22 September 2008
To the Moon and back
Explore transport with a twist by combining the real with the ridiculous using a fun space poem

It is a very ordinary thing for children to ride a bike, but to ride it to the Moon is a fantasy – a nonsense! The poem on Activity sheet, ‘Back from the Moon on a Number 10’ takes its inspiration from Edward Lear’s ‘The Jumblies’ (see Activity sheet, ‘The Jumblies’) and is just that – a nonsense poem. Woven within the poem, however, is a mixture of real modes of transport.
Provide children with a copy of the poem, read it together, sorting out the incredible from the possible. For example, the rocket and spaceship are exactly where we expect them to be, but a bus stopping on the Moon – not yet anyway!
Activities
1. A vehicle for imagination
Ask the children to make a collection of all the means of transport that they can think of, including the ordinary, such as trains and cars, to the more unusual, such as rickshaws and cable cars. Develop these ideas by discussing and listing the conventional ways of using the vehicles, alongside imaginary ways. For example, using a pogo stick in the garden, compared to a jet-fired pogo stick on the motorway!
2. Finding the rhythm
Compare ‘Back from the Moon on a Number 10!’ with ‘The Jumblies,’ helping the children to feel the flow and rhythm of both poems. They both have a similar ‘tune’ and also include a satisfying sense of repetition. Provide a variety of short poems for the children to read out loud and choose one with a rhythm that they enjoy. Encourage them to hum the ‘tune’ before using it in a poem that includes one or more forms of transport with the beat of a few repetitive lines.
3. Telling a story
One way for children to begin writing their own nonsense poem, is to take a silly idea, and then exaggerate it. Revisit the ideas suggested in activity one for using vehicles in imaginary and nonsensical ways, and develop them even further. Next, re-read Back from the Moon on a Number 10!’ and talk about its structure. Children will soon see that it is also a ‘story’ poem, with a definite beginning, middle and end.
4. A cautionary tale
In the tradition of both Edward Lear’s ‘The Jumblies’ and Hilaire Belloc’s ‘Matilda who told such dreadful lies’, this poem also includes a ‘cautionary’ note that foretells disaster or a comeuppance for silly behaviour. For example, ‘Everyone said ‘They’re on the Moon,/ But it can’t be right, it isn’t wise,/ To ride a bike back from the skies.’
Divide the class into ‘narrators’, ‘caution advisors’ and the ‘characters who rode to the Moon’, and recite as a performance poem. Create a class poem, drawing together the nonsensical ideas for using transport with a story outline, and encouraging children to imagine what the ‘caution advisors’ might say.
5. Curious characters
Ask the children: Who are the characters in the poem? Ask them to look for clues; they can ride a bike, skate and catch a No 10 bus, but who, or what, are they?
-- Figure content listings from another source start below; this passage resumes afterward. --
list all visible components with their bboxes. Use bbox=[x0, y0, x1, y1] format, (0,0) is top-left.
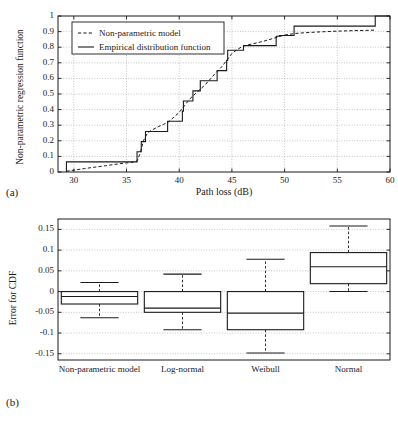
panel-b-y-tick-label: 0.05 bbox=[18, 265, 54, 275]
panel-a-y-tick-label: 0.4 bbox=[24, 104, 54, 114]
panel-a-x-tick-label: 55 bbox=[323, 175, 351, 185]
figure-container: Non-parametric modelEmpirical distributi… bbox=[0, 0, 398, 421]
panel-b-y-axis-title: Error for CDF bbox=[8, 243, 18, 353]
panel-b-y-tick-label: 0.15 bbox=[18, 223, 54, 233]
panel-a-y-tick-label: 0.2 bbox=[24, 135, 54, 145]
panel-b-boxplot-chart: 0.150.10.050-0.05-0.1-0.15Non-parametric… bbox=[0, 205, 398, 421]
boxplot-box bbox=[144, 274, 220, 330]
panel-a-x-tick-label: 40 bbox=[165, 175, 193, 185]
panel-b-y-tick-label: -0.15 bbox=[18, 348, 54, 358]
panel-a-x-tick-label: 35 bbox=[113, 175, 141, 185]
panel-a-y-tick-label: 0.6 bbox=[24, 72, 54, 82]
panel-b-y-tick-label: 0 bbox=[18, 286, 54, 296]
panel-a-legend: Non-parametric modelEmpirical distributi… bbox=[72, 22, 224, 54]
panel-a-x-tick-label: 45 bbox=[218, 175, 246, 185]
panel-a-y-tick-label: 0.3 bbox=[24, 119, 54, 129]
panel-a-y-tick-label: 0.5 bbox=[24, 88, 54, 98]
panel-a-x-tick-label: 30 bbox=[60, 175, 88, 185]
panel-a-label: (a) bbox=[6, 186, 18, 198]
panel-a-y-tick-label: 0.9 bbox=[24, 26, 54, 36]
panel-a-y-tick-label: 0 bbox=[24, 166, 54, 176]
panel-a-x-tick-label: 50 bbox=[271, 175, 299, 185]
boxplot-svg bbox=[0, 205, 398, 421]
panel-a-cdf-chart: Non-parametric modelEmpirical distributi… bbox=[0, 0, 398, 205]
panel-b-label: (b) bbox=[6, 396, 19, 408]
panel-a-y-tick-label: 0.7 bbox=[24, 57, 54, 67]
panel-a-x-tick-label: 60 bbox=[376, 175, 398, 185]
panel-b-category-label: Normal bbox=[294, 364, 398, 374]
panel-a-y-tick-label: 0.8 bbox=[24, 41, 54, 51]
panel-b-y-tick-label: -0.05 bbox=[18, 306, 54, 316]
legend-label: Non-parametric model bbox=[99, 28, 181, 38]
panel-b-y-tick-label: -0.1 bbox=[18, 327, 54, 337]
boxplot-box bbox=[310, 226, 386, 292]
panel-a-y-tick-label: 0.1 bbox=[24, 150, 54, 160]
panel-a-y-tick-label: 1 bbox=[24, 10, 54, 20]
legend-label: Empirical distribution function bbox=[99, 42, 211, 52]
panel-a-x-axis-title: Path loss (dB) bbox=[58, 186, 390, 197]
panel-b-y-tick-label: 0.1 bbox=[18, 244, 54, 254]
boxplot-box bbox=[227, 259, 303, 353]
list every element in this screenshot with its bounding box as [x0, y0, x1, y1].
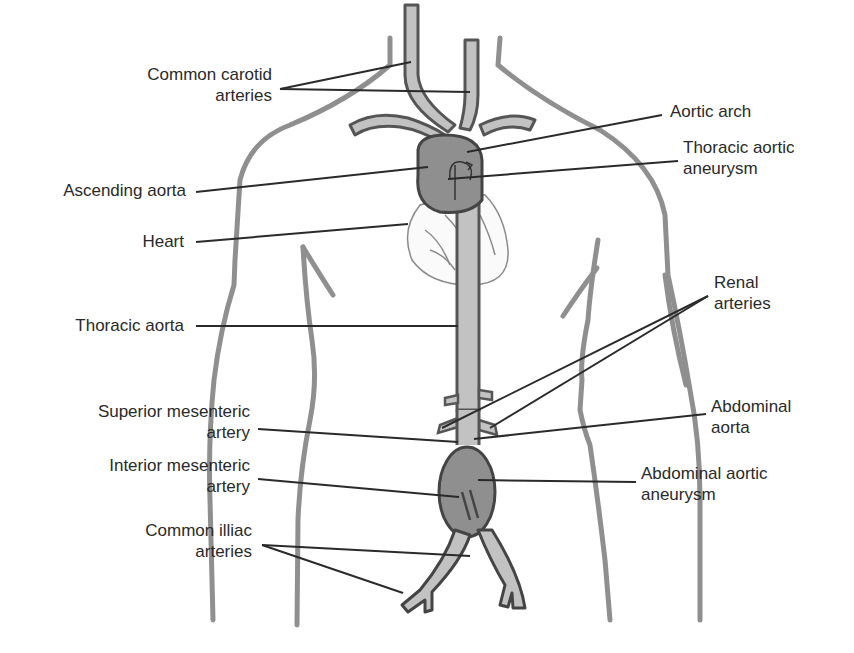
- label-text: Thoracic aortic: [683, 137, 794, 158]
- label-common-iliac-arteries: Common illiac arteries: [60, 520, 252, 562]
- label-text: Superior mesenteric: [40, 401, 250, 422]
- thoracic-aortic-aneurysm-shape: [418, 135, 482, 213]
- label-text: Ascending aorta: [20, 180, 186, 201]
- abdominal-aortic-aneurysm-shape: [439, 447, 495, 537]
- label-text: artery: [40, 422, 250, 443]
- label-thoracic-aortic-aneurysm: Thoracic aortic aneurysm: [683, 137, 794, 179]
- label-text: Heart: [20, 231, 184, 252]
- label-text: aneurysm: [683, 158, 794, 179]
- label-text: aneurysm: [641, 484, 768, 505]
- label-text: arteries: [90, 85, 272, 106]
- label-text: Abdominal aortic: [641, 463, 768, 484]
- label-thoracic-aorta: Thoracic aorta: [20, 315, 184, 336]
- label-text: Thoracic aorta: [20, 315, 184, 336]
- label-common-carotid-arteries: Common carotid arteries: [90, 64, 272, 106]
- label-text: arteries: [714, 293, 771, 314]
- label-text: arteries: [60, 541, 252, 562]
- label-text: Renal: [714, 272, 771, 293]
- label-interior-mesenteric-artery: Interior mesenteric artery: [40, 455, 250, 497]
- label-aortic-arch: Aortic arch: [670, 101, 751, 122]
- label-ascending-aorta: Ascending aorta: [20, 180, 186, 201]
- label-abdominal-aorta: Abdominal aorta: [711, 396, 791, 438]
- label-text: aorta: [711, 417, 791, 438]
- label-abdominal-aortic-aneurysm: Abdominal aortic aneurysm: [641, 463, 768, 505]
- label-renal-arteries: Renal arteries: [714, 272, 771, 314]
- label-text: artery: [40, 476, 250, 497]
- label-text: Aortic arch: [670, 101, 751, 122]
- label-text: Common illiac: [60, 520, 252, 541]
- iliac-arteries: [402, 530, 525, 612]
- label-text: Interior mesenteric: [40, 455, 250, 476]
- label-superior-mesenteric-artery: Superior mesenteric artery: [40, 401, 250, 443]
- label-text: Common carotid: [90, 64, 272, 85]
- label-text: Abdominal: [711, 396, 791, 417]
- label-heart: Heart: [20, 231, 184, 252]
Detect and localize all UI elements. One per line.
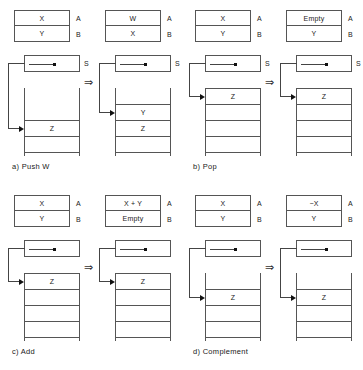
pointer-segment-top [189,63,206,64]
pointer-line-internal [301,64,326,65]
stack-pointer-register [205,55,261,72]
stack-cell-value: Z [24,120,80,136]
register-pair-before: XAYB [195,10,253,42]
stack-rail-right [260,273,261,341]
pointer-line-internal [120,64,145,65]
stack-cell-value: Z [115,273,171,289]
implies-arrow: ⇒ [84,77,93,88]
register-value: Y [286,211,342,227]
implies-arrow: ⇒ [84,262,93,273]
register-row: XA [14,10,72,26]
stack-cell-divider [296,337,352,338]
stack-cell-divider [24,337,80,338]
stack-cell-divider [115,136,171,137]
register-pair-after: −XAYB [286,195,344,227]
pointer-arrowhead [19,279,24,285]
pointer-segment-vertical [280,248,281,297]
stack-cell-divider [296,305,352,306]
stack-before: Z [205,88,261,156]
register-value: X [195,10,251,26]
register-row: XB [105,26,163,42]
implies-arrow: ⇒ [265,262,274,273]
state-after: EmptyAYBSZ [274,0,363,165]
stack-after: Z [296,273,352,341]
state-after: WAXBSYZ [93,0,183,165]
register-value: −X [286,195,342,211]
register-value: Y [195,211,251,227]
stack-cell-divider [24,321,80,322]
register-name: B [167,211,172,227]
stack-pointer-label: S [356,55,361,72]
panel-d: XAYBZ−XAYBZ⇒d) Complement [181,185,362,370]
register-pair-before: XAYB [14,195,72,227]
panel-a: XAYBSZWAXBSYZ⇒a) Push W [0,0,181,185]
pointer-line-internal [210,249,235,250]
pointer-segment-top [280,248,297,249]
register-name: B [76,26,81,42]
pointer-segment-top [280,63,297,64]
register-name: A [76,10,81,26]
pointer-arrowhead [110,279,115,285]
pointer-segment-top [189,248,206,249]
stack-after: Z [115,273,171,341]
register-row: XA [14,195,72,211]
stack-cell-divider [205,337,261,338]
register-row: YB [14,211,72,227]
stack-cell-divider [115,321,171,322]
state-before: XAYBZ [183,185,273,350]
stack-cell-divider [296,321,352,322]
pointer-segment-vertical [8,248,9,281]
stack-pointer-register [296,240,352,257]
stack-cell-divider [24,305,80,306]
pointer-dot [325,63,328,66]
pointer-arrowhead [200,94,205,100]
stack-cell-value: Z [205,88,261,104]
register-name: A [167,10,172,26]
register-row: EmptyA [286,10,344,26]
panel-caption: d) Complement [193,347,248,356]
stack-pointer-label: S [175,55,180,72]
register-value: X [14,195,70,211]
register-name: B [348,211,353,227]
stack-pointer-label: S [84,55,89,72]
pointer-segment-vertical [280,63,281,96]
stack-cell-divider [24,289,80,290]
register-value: Y [14,211,70,227]
pointer-segment-top [8,248,25,249]
stack-machine-operations-figure: XAYBSZWAXBSYZ⇒a) Push WXAYBSZEmptyAYBSZ⇒… [0,0,363,370]
pointer-line-internal [29,249,54,250]
pointer-segment-vertical [8,63,9,128]
stack-cell-divider [205,305,261,306]
pointer-dot [53,248,56,251]
register-row: XA [195,195,253,211]
stack-cell-divider [205,104,261,105]
stack-pointer-register [115,55,171,72]
stack-cell-divider [296,120,352,121]
stack-cell-value: Y [115,104,171,120]
register-row: YB [195,211,253,227]
pointer-dot [144,63,147,66]
state-before: XAYBZ [2,185,92,350]
register-pair-after: WAXB [105,10,163,42]
register-name: B [348,26,353,42]
pointer-segment-top [99,63,116,64]
register-row: XA [195,10,253,26]
pointer-line-internal [29,64,54,65]
pointer-arrowhead [200,295,205,301]
pointer-dot [234,248,237,251]
pointer-segment-top [99,248,116,249]
register-name: A [167,195,172,211]
stack-rail-left [205,273,206,341]
stack-cell-value: Z [115,120,171,136]
state-after: −XAYBZ [274,185,363,350]
register-row: YB [286,211,344,227]
register-row: X + YA [105,195,163,211]
register-value: X [14,10,70,26]
register-row: WA [105,10,163,26]
register-value: X [195,195,251,211]
register-row: −XA [286,195,344,211]
stack-rail-right [351,273,352,341]
register-value: X + Y [105,195,161,211]
register-name: B [257,211,262,227]
register-row: YB [195,26,253,42]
Ask the children to make lists of different types of transport and opposite each item, list the usual driver. For example: motor bike – motor cyclist; ship – sailor; rocket – astronaut. Cut out the labels, jumble them up and randomly pair each transport item with an absurd driver, such as surfboard – taxi driver.
Suggest that children visualise all the strange things this driver might do, by drawing a series of cartoon action pictures, such as a taxi driver on a surfboard, racing through a city to pick up passengers. Use these visual texts to inspire short and ridiculous couplets.
Don’t forget!
To download Activity sheet, ‘Back from the Moon on a Number 10’ — a beautifully-illustrated original poem by Brenda Williams.